Thankfully, Gethin did not ask her what she would do if it was a baby, because she honestly hadn’t an answer except to steal the one King Solomon in the Bible used.

Gethin continued to ply her with hard questions; she answered them honestly, even when the answer wasn’t in her favor—

“Suppose,” he said, leaning back on his stool and looking at her through narrowed eyes. “Suppose you win these Trials. Suppose you take Idwal and the children back to the land. And suppose one day your children come to you and say they wish to come to the sea forever? What would you do?”

“I am a mother, I would weep!” she snapped at him. “But I do not own them; they are not my dogs nor my chattel. If that would be what they want, I would hope my tears would move them, but I would let them go!”

“Then why do you fight to keep them now?” he demanded, pointing an accusing finger at her.

“Because they are babies and cannot choose for themselves, or is that so hard a thing for you to accept?” she snapped back. “If you told me ‘if you keep them, they will die,’ then yes, I would give
them up, but I am their mother and I love them more than my own life, and I do not think the women you got to nurse them could love them half so much!”

Well, the last words of that answer did not get so good a response from the Selch, but she wouldn’t unsay them. They were the truth, and she remembered what Idwal had told her; a magician must speak the truth or remain silent, but he could not lie.

Especially not here.

Finally when the questions had ceased to be tests of her wisdom and had become mere badgering, three of the Selch stepped forward, and the middle one made an abrupt gesture.

“Enough, chieftain,” he said. “You have tested her and she has proved knowledge, wisdom, and her willingness to speak true. You gain nothing more by continuing this. It is time to move on.”

She was so grateful for the intervention she nearly jumped up and kissed them. It was impossible to tell what time it was here, for the stars above her had not changed in the least, but it felt like hours and hours had passed.

“One more question,” Gethin insisted. He turned to her. “Your world becomes closed to us. There is more cold iron about with every day, even the ships, as you pointed out, are made of cold iron. What would you do on the day when your world brings such pain to your man that he is never free of hurt and harm from morning to night?”

“I—would tell him to go,” she said, after a long pause. “How could I claim to love him and demand he suffer for my sake?” She licked her lips. “But if it were possible to go with him, then go I would, and leave everything I know behind to be with him.”

If Gethin and hoped to make her look worse in the eyes of the clan with her answer, he had achieved the very opposite. But he had to abide by the will of the rest; with a growl, he stood up, as did she, though her knees were stiff with sitting. One of the Selch took the stools away.

“The last Trial is Love,” Gethin said with a smirk. “As you claim you love your man and children so very much, would you know them among a thousand?”

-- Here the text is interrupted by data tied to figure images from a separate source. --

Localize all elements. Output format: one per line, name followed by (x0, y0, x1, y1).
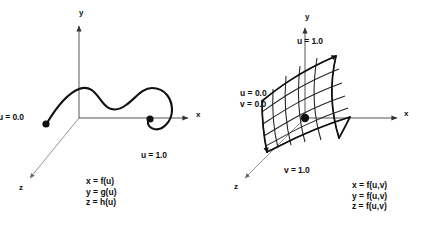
surface-equation-block: x = f(u,v) y = f(u,v) z = f(u,v) (352, 180, 387, 212)
surface-y-axis-label: y (305, 13, 309, 21)
curve-z-axis-label: z (19, 184, 23, 192)
surface-v-origin-label: v = 0.0 (240, 99, 267, 110)
curve-z-axis (30, 118, 79, 178)
surface-diagram-svg (215, 0, 431, 227)
curve-x-axis-label: x (196, 111, 200, 119)
curve-y-axis-label: y (79, 9, 83, 17)
parametric-curve-path (47, 88, 172, 129)
u-end-marker-dot (146, 115, 153, 122)
parametric-curve-panel: y x z u = 0.0 u = 1.0 x = f(u) y = g(u) … (0, 0, 216, 227)
surface-equation-x: x = f(u,v) (352, 180, 387, 191)
curve-equation-z: z = h(u) (86, 197, 116, 208)
parametric-geometry-figure: y x z u = 0.0 u = 1.0 x = f(u) y = g(u) … (0, 0, 431, 227)
u-start-marker-dot (42, 120, 49, 127)
curve-equation-block: x = f(u) y = g(u) z = h(u) (86, 176, 116, 208)
surface-v-max-label: v = 1.0 (284, 166, 310, 175)
surface-point-marker (301, 114, 309, 122)
parametric-surface-panel: y x z u = 1.0 u = 0.0 v = 0.0 v = 1.0 x … (215, 0, 431, 227)
surface-u-origin-label: u = 0.0 (240, 88, 267, 99)
curve-u-end-label: u = 1.0 (141, 151, 167, 160)
surface-v-boundary-right (332, 56, 339, 138)
surface-equation-y: y = f(u,v) (352, 191, 387, 202)
surface-z-axis-label: z (234, 183, 238, 191)
surface-u-max-label: u = 1.0 (297, 37, 323, 46)
surface-origin-label-block: u = 0.0 v = 0.0 (240, 88, 267, 109)
surface-x-axis-label: x (404, 110, 408, 118)
curve-u-start-label: u = 0.0 (0, 113, 24, 122)
curve-equation-x: x = f(u) (86, 176, 116, 187)
surface-equation-z: z = f(u,v) (352, 201, 387, 212)
curve-equation-y: y = g(u) (86, 187, 116, 198)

“Yes!” she said instantly. And knew at that moment that he had tricked her.

“Come, then.” He stalked out into the mist, and she followed him. The rest of the Selch followed the both of them.

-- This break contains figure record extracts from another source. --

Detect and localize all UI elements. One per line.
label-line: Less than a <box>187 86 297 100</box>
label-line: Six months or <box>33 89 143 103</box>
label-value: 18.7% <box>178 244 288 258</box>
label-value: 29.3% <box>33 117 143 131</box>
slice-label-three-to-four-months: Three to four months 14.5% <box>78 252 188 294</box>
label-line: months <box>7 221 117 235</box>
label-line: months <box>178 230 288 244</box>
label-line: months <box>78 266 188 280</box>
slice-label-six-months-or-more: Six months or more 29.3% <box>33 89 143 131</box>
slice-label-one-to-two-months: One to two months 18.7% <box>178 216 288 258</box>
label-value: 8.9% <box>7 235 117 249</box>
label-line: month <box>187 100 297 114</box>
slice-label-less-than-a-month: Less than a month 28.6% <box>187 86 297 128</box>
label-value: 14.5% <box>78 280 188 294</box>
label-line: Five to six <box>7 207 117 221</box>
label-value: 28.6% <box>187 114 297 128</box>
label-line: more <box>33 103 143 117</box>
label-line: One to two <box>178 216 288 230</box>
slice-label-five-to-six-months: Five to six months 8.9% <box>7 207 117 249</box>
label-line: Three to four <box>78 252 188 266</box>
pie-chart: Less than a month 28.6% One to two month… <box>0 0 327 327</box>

Now what have I gotten myself into?

She discovered soon enough.

19

T
HE
mist blew away from in front of her, and she found herself facing a seal-beach.

As far as she could see, there were seals, cows, bulls, and pups, all stretched out on the sand. She had never in her life seen so many seals; seals sleeping, seals watching her and Gethin, grooming themselves and each other, seals tending their pups, seals doing anything that seals could do except plunging into the surf and swimming off. All of them stayed on the beach, quite as if she didn’t matter at all.

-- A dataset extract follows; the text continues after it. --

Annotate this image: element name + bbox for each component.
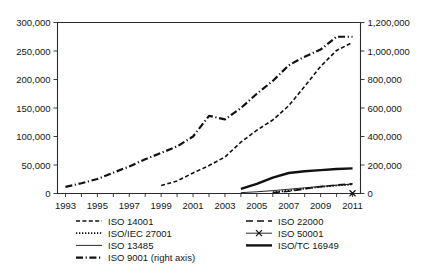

“So you would know them among a thousand?” Gethin asked. “Find them.”

For a moment she struggled with rage. She wanted to seize a rock and beat the smirk off his face. She wanted to strangle him. How was she going to be able to pick out her babies among all these seal pups? Idwal, she could manage—she had been with him as a seal so many times she knew every detail of him in that shape, something Gethin was probably not aware of. But the babies? They had no birthmarks, and she had no idea what they would look like as seals!